On Wed, 2 May 2001, Nathan Meyers wrote:

> The AWT seemed like a good idea at the time, but it has aged poorly.
> Even the most careful programmers have a hard time designing an app or
> applet that looks decent in all environments.  And the two toolkits
> in this case - the Windows GUI and Motif - are so different that the
> problem is a nightmare for a Java GUI of any complexity. Add a couple of
> other problems - the lowest-common-denominator capabilities of the AWT,
> and the requirement that applet tags specify fixed pixel dimensions -
> and you see that applet programmers have been hobbled from the beginning.
> It's not about being lazy, it's about being screwed.

*laugh*  Oh, now you want to get into applet issues?  I was talking
basic applications when I was writing before.  I do *all* my work as
Swing Applications.  I don't touch the non-portable AWT stuff and I don't
do applets, specifically because they aren't portable.

If you insist on using non-portable stuff, don't blame the non-portable
stuff for your own decisions.

> The stupid and ruinous food fight between Sun and Microsoft pretty much
> destroyed client-side Java for generations of developers and users. Swing
> is a good toolkit, but it's also a squandered opportunity thanks to the
> Java wars. We can rant all we want about the "lazy" programmers publishing
> applets, but they're just trying to make the best of a bad situation
> they didn't create. The problem is much deeper and harder to solve.

We can all thank Microsoft for this mess.  They tried their usual 
800-pound gorilla tricks but they took on someone with just as many lawyers.
Big mistake for a bully who normally picks on much smaller prey.

Only Windows users are suffering from this problem, the rest of us are doing
fine without Microsoft's support.

-- 
Joi Ellis                    Software Engineer
Aravox Technologies          [EMAIL PROTECTED], [EMAIL PROTECTED]

No matter what we think of Linux versus FreeBSD, etc., the one thing I
really like about Linux is that it has Microsoft worried.  Anything
that kicks a monopoly in the pants has got to be good for something.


- _What you will do_: From the line containing "I need the location" down to the final line of the entries below, quote every line verbatim. Exclude pictures.

(Excerpts from a figure dataset)
========================================================================

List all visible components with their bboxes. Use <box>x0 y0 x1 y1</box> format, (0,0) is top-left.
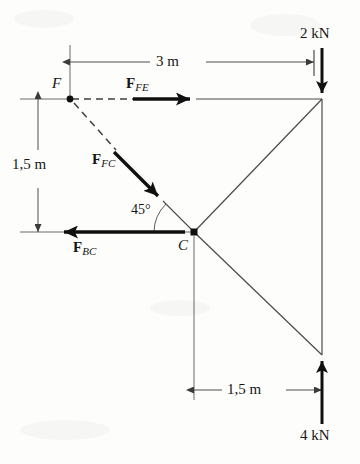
member-C-E <box>194 99 322 232</box>
truss-drawing <box>0 0 360 464</box>
force-label-F-FE: FFE <box>126 76 149 93</box>
dimension-label-top-span: 3 m <box>156 54 179 69</box>
load-label-2kN: 2 kN <box>300 26 330 41</box>
force-symbol: F <box>126 75 135 91</box>
joint-dot-C <box>191 229 198 236</box>
member-F-C-dashed <box>74 103 116 150</box>
dimension-lines <box>38 50 322 390</box>
force-label-F-BC: FBC <box>73 240 97 257</box>
force-symbol: F <box>92 151 101 167</box>
force-label-F-FC: FFC <box>92 152 116 169</box>
node-label-F: F <box>52 76 61 91</box>
force-subscript: BC <box>82 245 96 257</box>
load-label-4kN: 4 kN <box>300 428 330 443</box>
angle-arc-45 <box>154 204 166 232</box>
dimension-label-left-height: 1,5 m <box>12 157 46 172</box>
joint-dot-F <box>67 96 74 103</box>
angle-label-45: 45° <box>131 203 151 217</box>
force-symbol: F <box>73 239 82 255</box>
member-C-D <box>194 232 322 355</box>
force-subscript: FC <box>101 157 115 169</box>
truss-members <box>72 99 322 355</box>
dimension-label-bottom-span: 1,5 m <box>227 382 261 397</box>
member-F-C-tail <box>163 201 194 232</box>
free-body-diagram: F C 3 m 1,5 m 1,5 m 2 kN 4 kN 45° FFE FF… <box>0 0 360 464</box>
force-subscript: FE <box>135 81 149 93</box>
node-label-C: C <box>178 238 188 253</box>
force-vectors <box>64 99 190 232</box>
force-arrow-F-FC <box>114 152 158 196</box>
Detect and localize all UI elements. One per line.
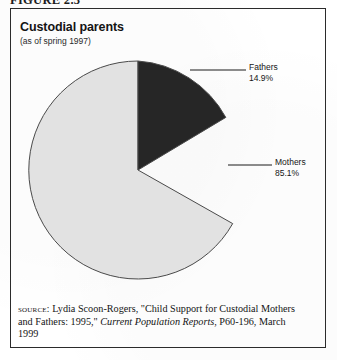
source-label: source:	[18, 304, 50, 314]
slice-label-mothers: Mothers 85.1%	[275, 157, 306, 179]
slice-label-fathers-percent: 14.9%	[249, 73, 278, 84]
pie-chart-svg	[0, 0, 337, 300]
source-publication-title: Current Population Reports	[100, 316, 214, 327]
slice-label-fathers: Fathers 14.9%	[249, 62, 278, 84]
pie-chart	[0, 0, 337, 300]
slice-label-mothers-name: Mothers	[275, 157, 306, 167]
slice-label-fathers-name: Fathers	[249, 62, 278, 72]
pie-slice-fathers[interactable]	[138, 61, 226, 170]
slice-label-mothers-percent: 85.1%	[275, 168, 306, 179]
figure-page: FIGURE 2.3 Custodial parents (as of spri…	[0, 0, 337, 360]
source-note: source: Lydia Scoon-Rogers, "Child Suppo…	[18, 303, 308, 341]
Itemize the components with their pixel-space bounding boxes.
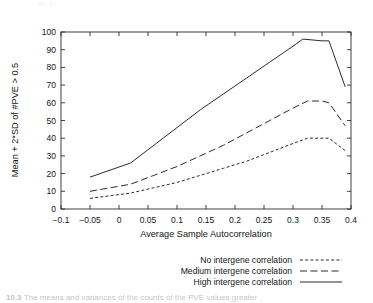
caption-number: 10.3 — [6, 293, 22, 302]
y-tick-label: 60 — [47, 98, 57, 108]
x-tick-label: −0.1 — [53, 215, 70, 225]
y-tick-label: 30 — [47, 151, 57, 161]
y-tick-label: 0 — [51, 204, 56, 214]
figure-caption: 10.3 The means and variances of the coun… — [6, 293, 371, 303]
x-tick-label: 0.05 — [140, 215, 157, 225]
x-tick-label: 0.35 — [314, 215, 331, 225]
x-axis-ticks — [61, 32, 351, 209]
x-tick-label: −0.05 — [79, 215, 101, 225]
legend-label-1: Medium intergene correlation — [181, 266, 293, 276]
x-tick-label: 0.1 — [171, 215, 183, 225]
series-line-1 — [90, 101, 345, 191]
y-axis-tick-labels: 0102030405060708090100 — [42, 27, 56, 214]
y-tick-label: 20 — [47, 169, 57, 179]
x-axis-title: Average Sample Autocorrelation — [140, 229, 272, 239]
y-tick-label: 10 — [47, 186, 57, 196]
x-tick-label: 0.2 — [229, 215, 241, 225]
y-tick-label: 40 — [47, 133, 57, 143]
y-tick-label: 90 — [47, 45, 57, 55]
series-line-2 — [90, 39, 345, 177]
x-axis-tick-labels: −0.1−0.0500.050.10.150.20.250.30.350.4 — [53, 215, 358, 225]
x-tick-label: 0.15 — [198, 215, 215, 225]
x-tick-label: 0.25 — [256, 215, 273, 225]
x-tick-label: 0 — [117, 215, 122, 225]
chart-legend: No intergene correlationMedium intergene… — [181, 255, 342, 287]
caption-body: The means and variances of the counts of… — [24, 293, 257, 302]
y-axis-title: Mean + 2*SD of #PVE > 0.5 — [10, 63, 20, 177]
y-tick-label: 100 — [42, 27, 56, 37]
plot-box — [61, 32, 351, 209]
plot-frame — [61, 32, 351, 209]
data-series-group — [90, 39, 345, 198]
legend-label-0: No intergene correlation — [200, 255, 292, 265]
y-tick-label: 80 — [47, 62, 57, 72]
x-tick-label: 0.3 — [287, 215, 299, 225]
x-tick-label: 0.4 — [345, 215, 357, 225]
y-tick-label: 70 — [47, 80, 57, 90]
y-tick-label: 50 — [47, 116, 57, 126]
y-axis-ticks — [61, 32, 351, 209]
legend-label-2: High intergene correlation — [194, 277, 293, 287]
series-line-0 — [90, 138, 345, 198]
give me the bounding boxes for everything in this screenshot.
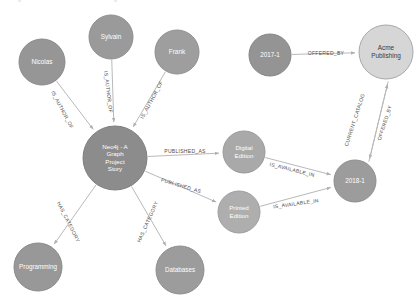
relationship-label: IS_AVAILABLE_IN <box>269 161 315 178</box>
relationship-label: HAS_CATEGORY <box>136 200 160 243</box>
relationship-label: OFFERED_BY <box>308 50 345 56</box>
relationship-label: PUBLISHED_AS <box>164 148 206 154</box>
node-printed[interactable]: PrintedEdition <box>218 191 260 233</box>
node-circle[interactable] <box>156 246 204 294</box>
relationship-label: PUBLISHED_AS <box>160 176 202 194</box>
node-circle[interactable] <box>14 243 62 291</box>
graph-diagram[interactable]: IS_AUTHOR_OFIS_AUTHOR_OFIS_AUTHOR_OFPUBL… <box>0 0 418 301</box>
node-databases[interactable]: Databases <box>156 246 204 294</box>
relationship-label: IS_AVAILABLE_IN <box>273 197 319 209</box>
node-cat2018[interactable]: 2018-1 <box>334 160 376 202</box>
node-acme[interactable]: AcmePublishing <box>359 25 413 79</box>
relationship-label: IS_AUTHOR_OF <box>50 90 75 130</box>
node-circle[interactable] <box>89 15 133 59</box>
node-circle[interactable] <box>359 25 413 79</box>
node-nicolas[interactable]: Nicolas <box>19 39 65 85</box>
graph-canvas[interactable]: IS_AUTHOR_OFIS_AUTHOR_OFIS_AUTHOR_OFPUBL… <box>0 0 418 301</box>
node-circle[interactable] <box>218 191 260 233</box>
node-book[interactable]: Neo4j - AGraphProjectStory <box>83 126 147 190</box>
node-circle[interactable] <box>19 39 65 85</box>
node-circle[interactable] <box>223 131 265 173</box>
node-programming[interactable]: Programming <box>14 243 62 291</box>
nodes-layer[interactable]: NicolasSylvainFrankNeo4j - AGraphProject… <box>14 15 413 294</box>
node-circle[interactable] <box>249 34 291 76</box>
relationship-label: CURRENT_CATALOG <box>343 93 366 147</box>
node-circle[interactable] <box>83 126 147 190</box>
node-frank[interactable]: Frank <box>155 30 199 74</box>
node-digital[interactable]: DigitalEdition <box>223 131 265 173</box>
relationship-label: IS_AUTHOR_OF <box>139 80 164 120</box>
node-circle[interactable] <box>155 30 199 74</box>
node-sylvain[interactable]: Sylvain <box>89 15 133 59</box>
node-cat2017[interactable]: 2017-1 <box>249 34 291 76</box>
node-circle[interactable] <box>334 160 376 202</box>
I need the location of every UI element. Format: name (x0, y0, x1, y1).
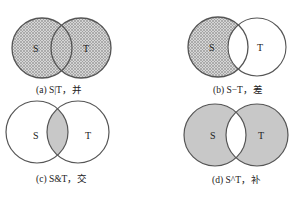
set-s-label: S (33, 130, 39, 141)
panel-b-difference: S T (188, 17, 286, 77)
set-t-label: T (258, 130, 264, 141)
set-t-label: T (83, 43, 89, 54)
caption-a: (a) S|T，并 (36, 82, 82, 96)
panel-c-intersection: S T (6, 101, 109, 163)
panel-a-union: S T (12, 18, 111, 78)
panel-d-symmetric-difference: S T (184, 104, 288, 166)
set-s-label: S (210, 130, 216, 141)
set-s-label: S (33, 43, 39, 54)
caption-d: (d) S^T，补 (212, 172, 261, 186)
caption-b: (b) S−T，差 (213, 82, 263, 96)
venn-diagram-figure: S T S T S T S T (0, 0, 299, 198)
caption-c: (c) S&T，交 (36, 171, 87, 185)
set-t-label: T (257, 42, 263, 53)
set-t-label: T (85, 130, 91, 141)
set-s-label: S (209, 42, 215, 53)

========================================================================

- _Solved exercise_:
I need the location of every UI element. Format: name (x0, y0, x1, y1).
set-s-label: S (33, 130, 39, 141)
panel-b-difference: S T (188, 17, 286, 77)
set-t-label: T (258, 130, 264, 141)
set-t-label: T (83, 43, 89, 54)
caption-a: (a) S|T，并 (36, 82, 82, 96)
panel-c-intersection: S T (6, 101, 109, 163)
panel-a-union: S T (12, 18, 111, 78)
panel-d-symmetric-difference: S T (184, 104, 288, 166)
set-s-label: S (210, 130, 216, 141)
set-s-label: S (33, 43, 39, 54)
caption-d: (d) S^T，补 (212, 172, 261, 186)
caption-b: (b) S−T，差 (213, 82, 263, 96)
venn-diagram-figure: S T S T S T S T (0, 0, 299, 198)
caption-c: (c) S&T，交 (36, 171, 87, 185)
set-t-label: T (257, 42, 263, 53)
set-t-label: T (85, 130, 91, 141)
set-s-label: S (209, 42, 215, 53)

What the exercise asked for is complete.